System of oppression · 1865–1960
Sharecropping & Tenant Farming
After emancipation, sharecropping trapped millions of Black families in a cycle of debt that kept them tied to the same land — and the same planters — they had worked while enslaved.
With the plantation labor force legally free but landless, planters devised sharecropping: families farmed a plot in exchange for a share of the crop, but were forced to buy seed, tools, and food on credit from the landowner's store at inflated prices. Rigged accounts ensured most ended each year deeper in debt, legally bound to stay until it was paid.
It was freedom in name only — a system designed to reproduce the economics of slavery without owning the worker. Combined with debt-peonage and the convict-leasing system, it kept Black Southern labor cheap and immobile for generations.
On the timeline
Resources
How federal policy stripped a million Black families of millions of acres.
The little-known 1919 Elaine, Arkansas massacre of sharecroppers.
The 1919 Elaine massacre, triggered by Black sharecroppers unionizing.
The convict-leasing-to-private-prison through-line.
The web
Connections to other moments, systems, and investigations — the links rarely drawn together.
- caused (incoming)·ThreadGreed — The Root
Sharecropping re-created slavery's economics so planters could keep extracting cheap Black labor.
- connects to (incoming)·ThreadConvict Leasing & Debt Peonage
Convict leasing, sharecropping, and debt peonage worked together to control and cheapen Black labor.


#### WHAT THE EXERCISE ASKS
Lines below that include "existing" are the answer; copy each one.

[Excerpts from a figure dataset]
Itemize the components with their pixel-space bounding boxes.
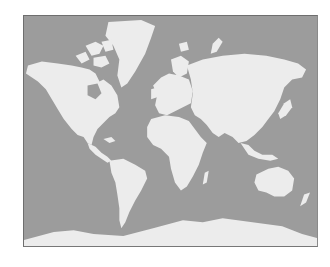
world-map-graphic: [24, 16, 317, 246]
world-map: [23, 15, 318, 247]
central-america: [88, 143, 112, 163]
scandinavia: [171, 56, 189, 78]
europe: [153, 74, 193, 116]
arctic-archipelago: [76, 40, 114, 68]
antarctica: [24, 218, 317, 246]
south-america: [109, 159, 147, 228]
madagascar: [203, 171, 209, 185]
greenland: [105, 20, 155, 87]
caribbean: [103, 137, 115, 143]
africa: [147, 115, 207, 190]
australia: [254, 167, 294, 197]
north-america: [26, 62, 119, 145]
new-zealand: [300, 192, 310, 206]
british-isles: [151, 87, 157, 99]
novaya-zemlya: [211, 38, 223, 54]
japan: [278, 99, 292, 119]
asia: [187, 54, 306, 143]
southeast-asia: [241, 143, 279, 161]
svalbard: [179, 42, 189, 52]
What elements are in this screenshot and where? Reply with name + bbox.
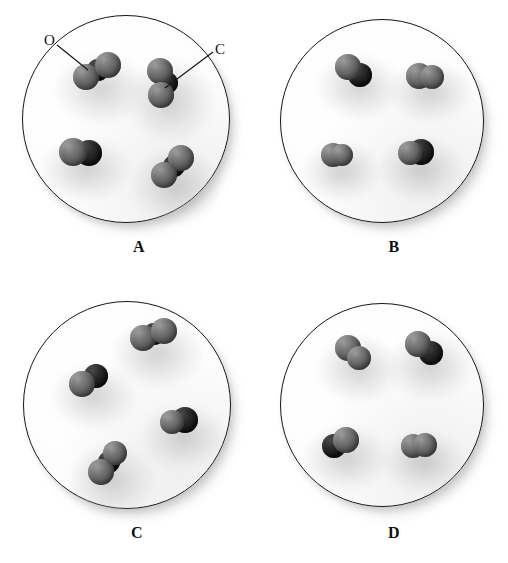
atom-o (333, 427, 359, 453)
molecular-model-figure: OCABCD (0, 0, 508, 563)
molecule-co (320, 424, 364, 460)
vessel-d (280, 303, 484, 507)
panel-d: D (0, 0, 508, 563)
vessel-inner-shading (281, 304, 483, 506)
molecule-o2 (400, 430, 440, 462)
molecule-o2 (334, 334, 376, 372)
molecule-co (404, 330, 448, 370)
atom-o (405, 331, 431, 357)
atom-o (413, 433, 437, 457)
panel-letter-d: D (379, 524, 409, 542)
atom-o (347, 346, 371, 370)
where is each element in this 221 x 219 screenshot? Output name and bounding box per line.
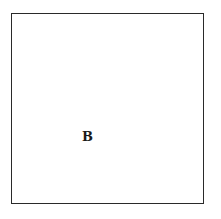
region-label-b: B — [82, 130, 93, 143]
square-region — [11, 13, 204, 204]
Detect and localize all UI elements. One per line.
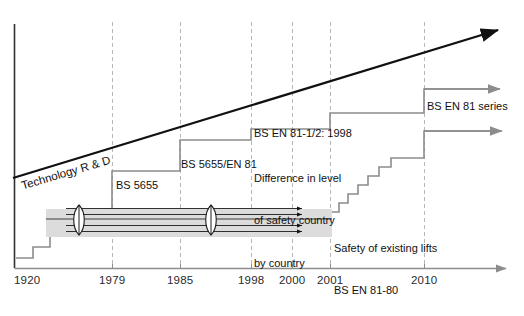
label-bs-en-81-series: BS EN 81 series bbox=[427, 100, 508, 113]
x-tick-label-1998: 1998 bbox=[238, 274, 264, 288]
x-tick-label-2000: 2000 bbox=[279, 274, 305, 288]
difference-line-2: of safety country bbox=[254, 213, 341, 227]
label-safety-of-existing-lifts: Safety of existing lifts BS EN 81-80 bbox=[334, 212, 437, 316]
x-tick-label-2001: 2001 bbox=[317, 274, 343, 288]
timeline-figure: Technology R & D BS 5655 BS 5655/EN 81 B… bbox=[0, 0, 524, 316]
x-tick-label-1979: 1979 bbox=[99, 274, 125, 288]
band-lens-marker-left bbox=[74, 205, 85, 235]
difference-line-3: by country bbox=[254, 256, 341, 270]
x-tick-label-2010: 2010 bbox=[411, 274, 437, 288]
existing-lifts-staircase bbox=[330, 131, 500, 219]
safety-existing-line-1: Safety of existing lifts bbox=[334, 241, 437, 255]
x-tick-label-1920: 1920 bbox=[14, 274, 40, 288]
existing-lifts-steps bbox=[330, 131, 500, 219]
label-bs-5655: BS 5655 bbox=[116, 179, 158, 192]
difference-line-1: Difference in level bbox=[254, 171, 341, 185]
x-tick-label-1985: 1985 bbox=[167, 274, 193, 288]
band-lens-marker-right bbox=[206, 205, 217, 235]
label-bs-en-81-1-2-1998: BS EN 81-1/2: 1998 bbox=[254, 127, 352, 140]
label-bs-5655-en-81: BS 5655/EN 81 bbox=[181, 158, 257, 171]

#### COMPLETED TASK
label-safety-of-existing-lifts: Safety of existing lifts BS EN 81-80 bbox=[334, 212, 437, 316]
existing-lifts-staircase bbox=[330, 131, 500, 219]
safety-existing-line-1: Safety of existing lifts bbox=[334, 241, 437, 255]
existing-lifts-steps bbox=[330, 131, 500, 219]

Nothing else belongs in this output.